Page 52 of Go First
Her next thought was obvious: the killer must have taken Santos’s identity.But a murder had happened while the pseudo-Santos was in custody at the prison.Impossible.Unless—
The light changed.Kate drove on, no answers, only the rattle of questions.
She detoured to the prison.The Governor’s face was pinched and flushed; he kept licking his lips and feeling his pulse.Not coping well with the stress levels.
He wanted to talk about the stabbing. “We conducted a full investigation.It seems someone… an inmate… moved the Out of Order sticker from a broken unit on the east wing, to the visitation suite.”
“Let me guess: they can’t explain why they did it and they deny receiving any encouragement, incentives or threats.”
“They’ve got a long time to think about it in solitary.And we’re now running weekly checks of all units.”
He looked at her almost expectantly.Did he want a round of applause? A member of the medical staff came into the office and handed him something.
“We just found this in the hospital wing,” he said, holding a small evidence bag.Inside lay a scatter of pale fragments.
“Eggshells?”Kate frowned.
“They were under Cox’s bed,’ the Governor said.“He’s allergic.”
The medical orderly, a wiry-looking con with intelligent eyes, stepped forward.“His wound kept flaring up.We cleaned it twice a day, upped the antibiotics.Looked like sepsis.Fever, swelling, lumpiness in the wound.Couldn’t understand it.But it wasn’t sepsis.Some allergic reactions can mimic infection.”
Kate felt the realization slide into place like a knife.“Someone helped him to trigger an allergy.To get him sent to hospital.”
The governor’s jaw tightened.“Exactly.”
The plan was suddenly visible in outline: Santos appearing at the jail, Cox’s orchestrated illness, both men outside the prison gates the same morning.A pattern of precision.
But the center of the pattern—who was killing, and why—remained a blank.
Kate closed her eyes.Gabe’s words from yesterday echoed like a refrain.
Someone pretending.
She still didn’t know who.
Let alone why.
CHAPTER TWENTY THREE
The paramedic Gus braced his forearm against the door frame as the ambulance took a tight curve.The wail of the siren cut across the trees and the hiss of the winter tires on wet blacktop.He checked the straps across Cox’s chest—secure, for now—and concentrated on being glad to be out of that jail.How people could work in places like that...the bells, the buzzers, the bars.It was like being a lab rat.And they didn’t get danger money; he’d asked the nurse, last time they were called to a prison: a beautiful Latina woman, she was, reminded him of Salma Hayek.Wasted in a place like that.Ambulance work was stressful, but nothing like a jail.Imagine it: stitching up the jagged wounds of prison shanks 24/7…

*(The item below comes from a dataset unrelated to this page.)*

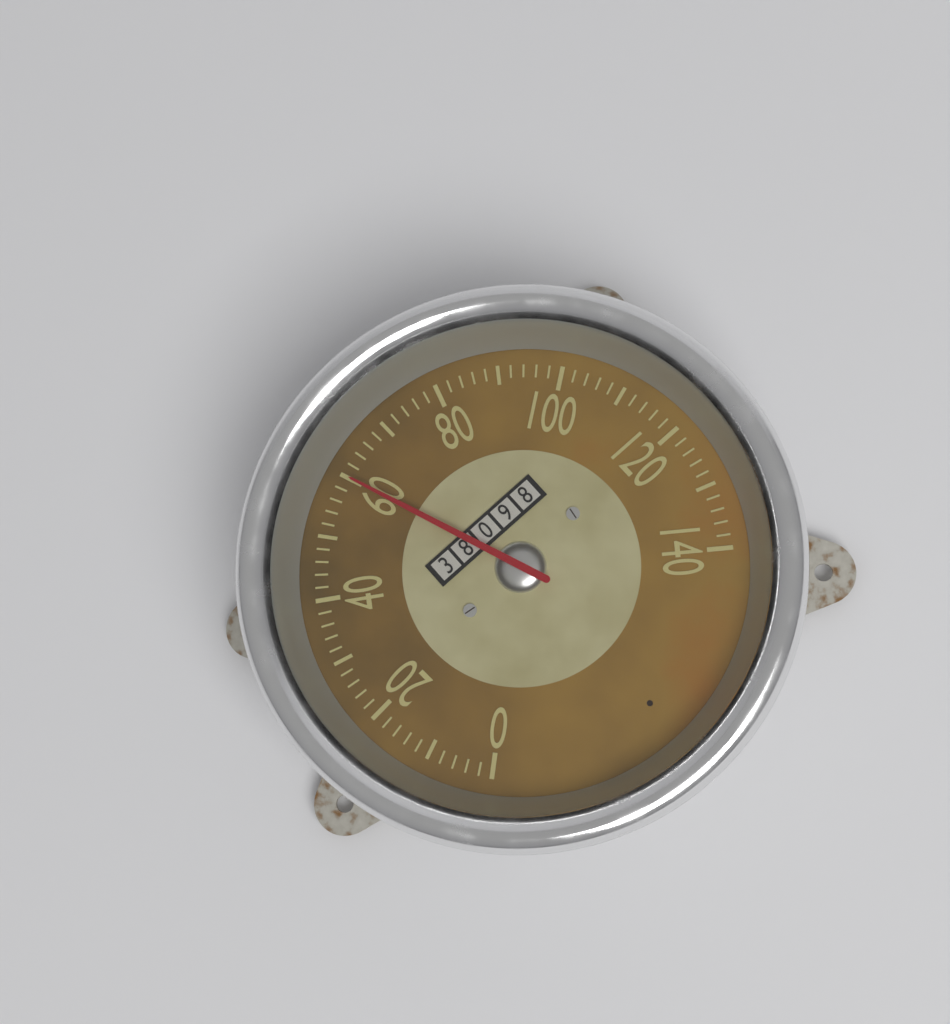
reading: 60 (no unit)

He could hear frantic car horns from the road outside.Then Monty’s voice crackled from the front cab.“We’ve got company.Coming up fast.”

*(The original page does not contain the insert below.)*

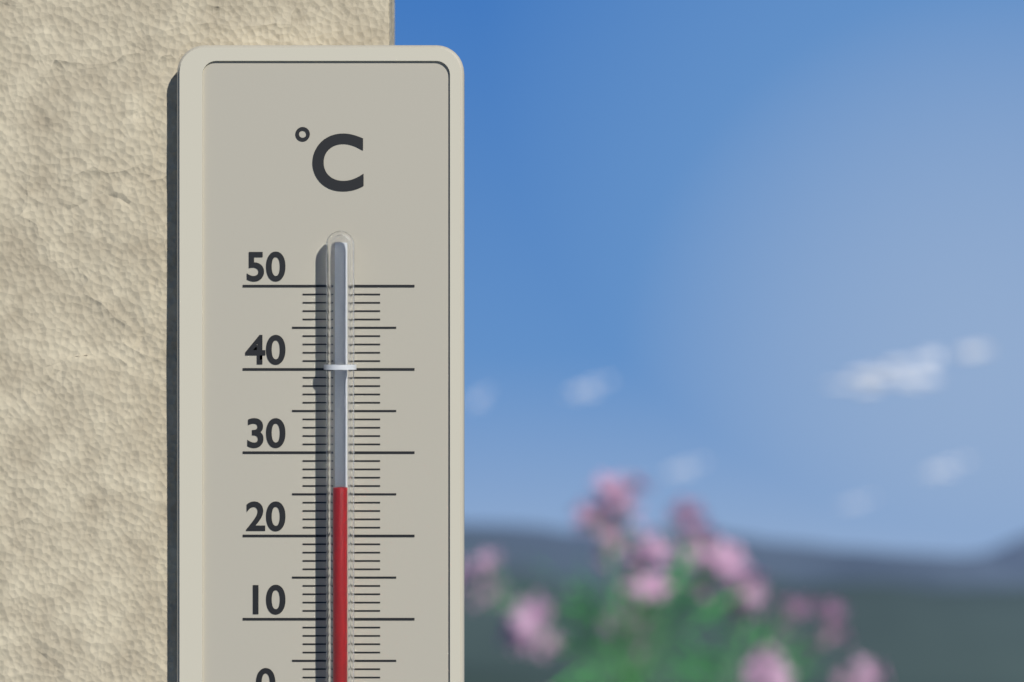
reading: 26 °C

Gus leaned forward, peered through the narrow window.Blue strobes flared behind them, bouncing off the bare birch trunks.A police cruiser.Old Crown Vic.Too close.It surged alongside, horn blaring, lights raking the ambulance with manic pulses.

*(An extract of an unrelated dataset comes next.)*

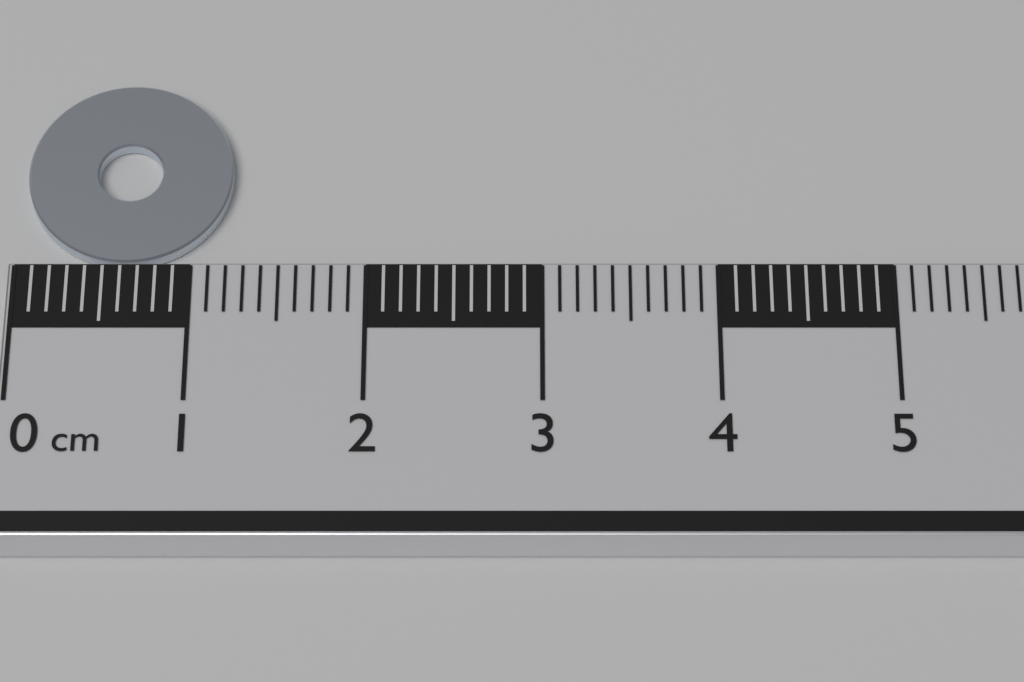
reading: 1.2 cm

“Are we supposed to have a police escort?”Gus asked, mainly to himself.He glanced down at the patient, all sweaty and grey, lost in his own sickness.
In the cab, Monty flicked a glance across.The driver of the cruiser—a square jaw, eyes hidden by dark glasses—was leaning half out of his window.The man’s voice carried over the howl of engines.
“Fella!My partner’s having an allergic reaction.No epi-pen.We need help now!”
Monty’s stomach tightened.Orders were orders, and their orders were to take the prisoner to St.Spiridion Hospital without stopping.The patient was dangerous, apparently, but Monty didn’t see it, not from the grey, frightened-looking face they’d strapped onto that gurney back at the jail.Sickness was a great leveller.
He glanced across at the cop car.The passenger was slumped, red-faced, clutching his throat.A third man in the back leaned forward, lips moving urgently.What was he, some perp they’d arrested?Nowthatwould be a story for the clientele of Wolfgang’s Bar this evening.
Monty clicked on the intercom.“You hearing this?”
“Fellah, please.He’s my partner, man.He’s got two kids!”